VMware Tanzu Greenplum

Issue/Introduction

From the GPDB official documentation, it is not possible to restore the DB when the segment number does not match:

A backup created with gpbackup can only be restored to a Greenplum Database cluster with the same number of segment instances as the source cluster. If you run gpexpand to add segments to the cluster, backups you made before starting the expand cannot be restored after the expansion has completed.


Environment

Product Version: 5.28

Resolution

NOTE: This process works only if the backup was taken WITHOUT the option "--single-data-file".

For every backup, gprestore has a file called gpbackup_<timestamp>_toc.yaml under the master backup directory:
//master backup directory
[gpadmin@gpdb-sandbox 20220522222949]$ ls -al
total 68
drwxrwxr-x 2 gpadmin gpadmin   171 May 22 22:29 .
drwxrwxr-x 7 gpadmin gpadmin   116 May 22 22:29 ..
-r--r--r-- 1 gpadmin gpadmin   598 May 22 22:29 gpbackup_20220522222949_config.yaml
-r--r--r-- 1 gpadmin gpadmin 54476 May 22 22:29 gpbackup_20220522222949_metadata.sql
-r--r--r-- 1 gpadmin gpadmin  1447 May 22 22:29 gpbackup_20220522222949_report
-r--r--r-- 1 gpadmin gpadmin  3066 May 22 22:29 gpbackup_20220522222949_toc.yaml <-----
Let's use the `sales` table as an example. It is backed up when the segment count is 2. In this yaml, we can get the oid of backup (NOTE: it might not be same OID as in pg_class)
- schema: public
  name: sales
  oid: 27888 <----
  attributestring: (id,date,amt)
  rowscopied: 70000
  partitionroot: ""
For the each segment backup directory, it has file as below:
//seg0
gpbackup_0_20220522222949_27888.gz

//seg1
gpbackup_1_20220522222949_27888.gz
Based on above, the naming convention of the gpbackup file is:
gpbackup_<SEG_ID>_<Time_Stamp>_<Table OID>.gz
To restore a specific table, we need to copy every data file to a gpfdist location on the master host:
$ cp gpbackup_0_20220522222949_27888.gz /tmp/seg0/gpbackup_0_20220522222949_27888.gz
$ cp gpbackup_1_20220522222949_27888.gz /tmp/seg1/gpbackup_1_20220522222949_27888.gz 
$ gpfidst -d /tmp/ -p 8801 & 

//via psql 
$ CREATE EXTERNAL TABLE ext_sales (LIKE sales) 
   LOCATION ('gpfdist://master:8801/seg*/*.gz')
   FORMAT 'csv' (DELIMITER AS ',' NULL AS 'null');
   -- Note replace "master" with the hostname of the master host.
The external table is used to read the dump files and load the data to any table. It does not matter how many files/source segments there are.

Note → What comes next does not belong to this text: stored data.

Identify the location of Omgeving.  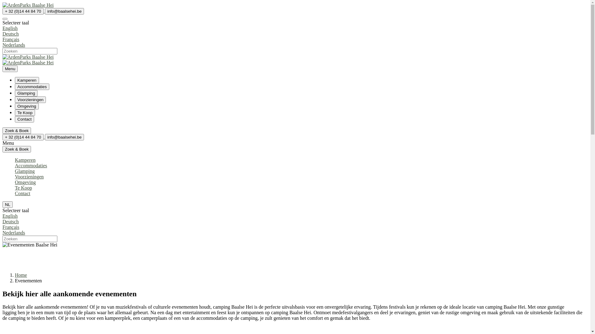
(27, 107).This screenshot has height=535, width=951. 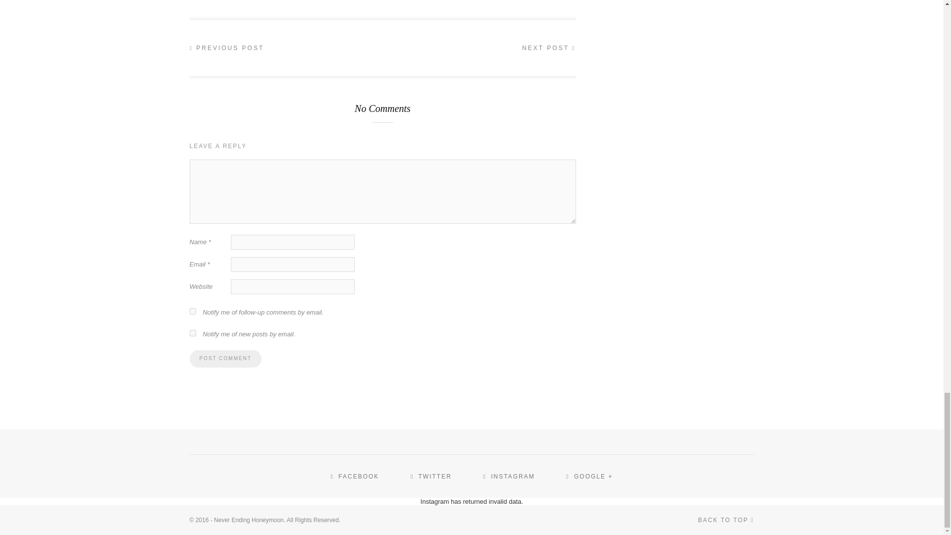 What do you see at coordinates (192, 333) in the screenshot?
I see `subscribe` at bounding box center [192, 333].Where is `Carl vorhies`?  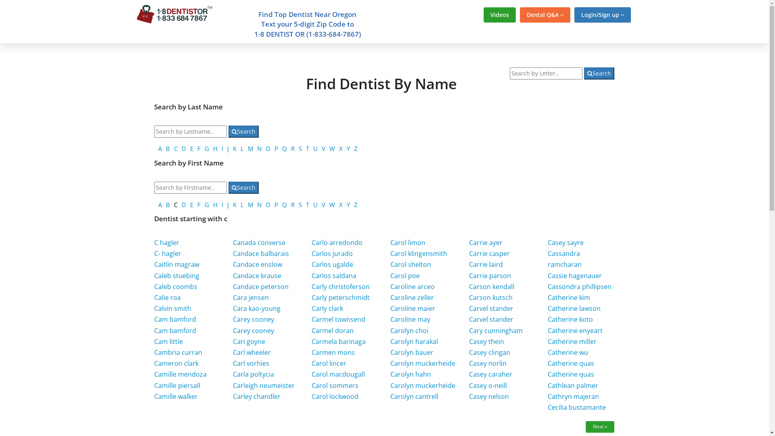
Carl vorhies is located at coordinates (251, 363). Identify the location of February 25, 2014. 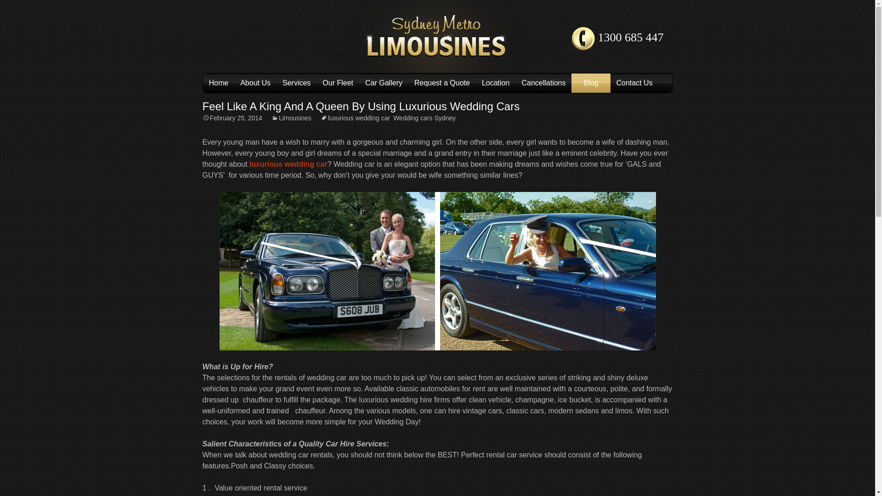
(232, 118).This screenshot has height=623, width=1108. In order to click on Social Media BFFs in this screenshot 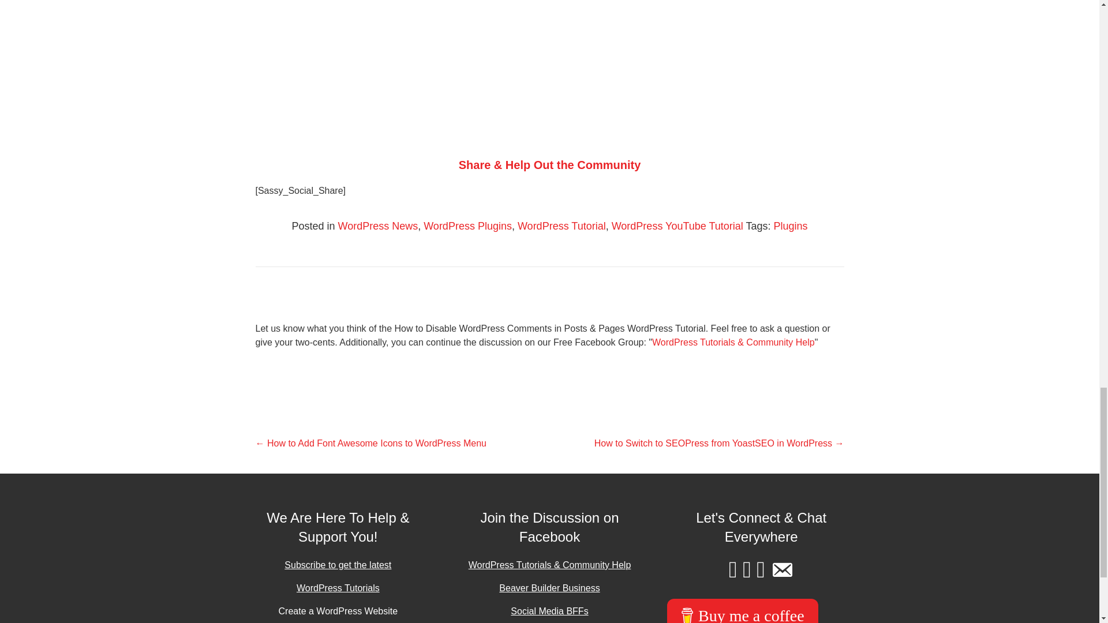, I will do `click(549, 611)`.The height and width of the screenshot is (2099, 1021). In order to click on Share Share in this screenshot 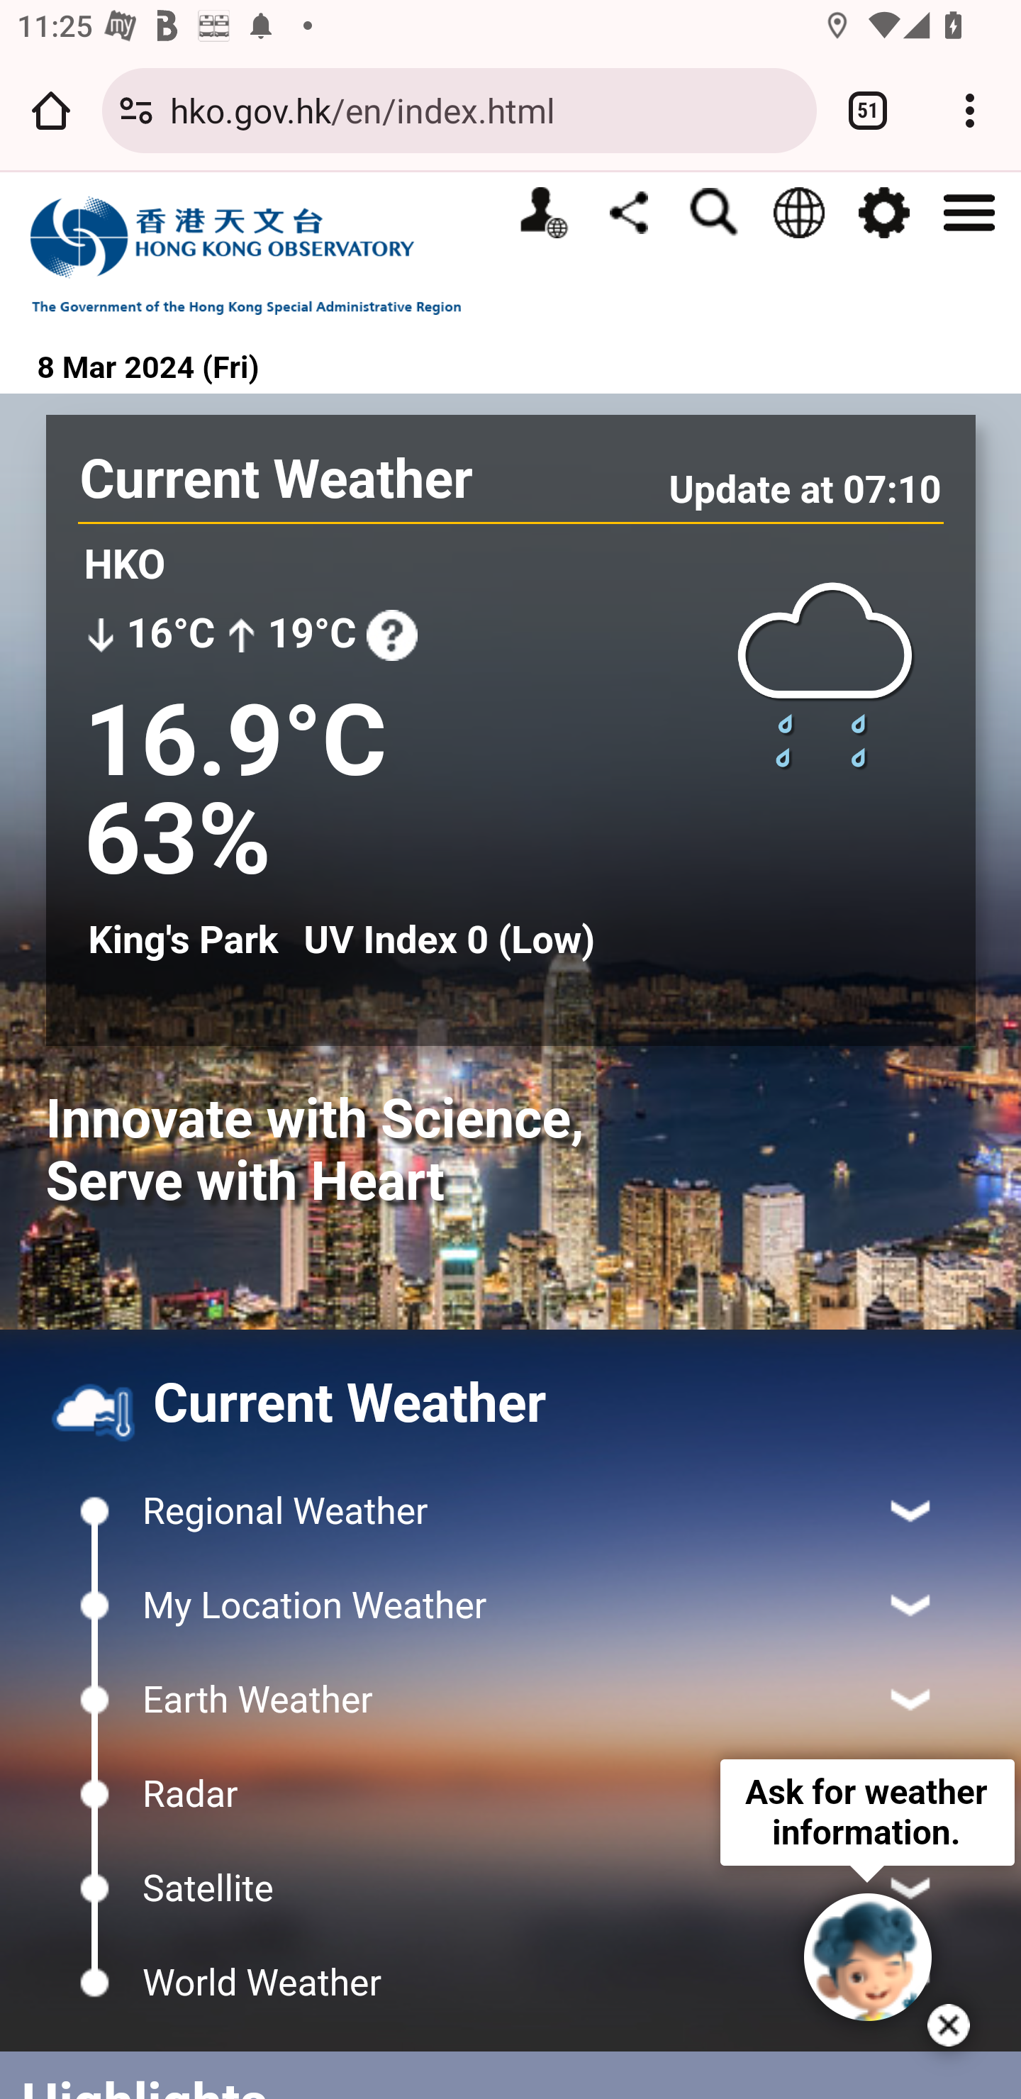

For example, if there is some bad data on sales table in the 4 segments in the cluster, it is possible to use the below method to copy the data into a new table, then drop the old table and rename the new table to the original table name:
$ create table sales2 (LIKE sales); 
$ insert into sales2 as select * from ext_sales;
$ drop table sales; 
$ ALTER TABLE sales2 rename to sales;

NOTE: If you are restoring a partition table, you need to copy multiple files for the same segment. However, the idea is the same we need to copy the data file of the table to the gpfdist location.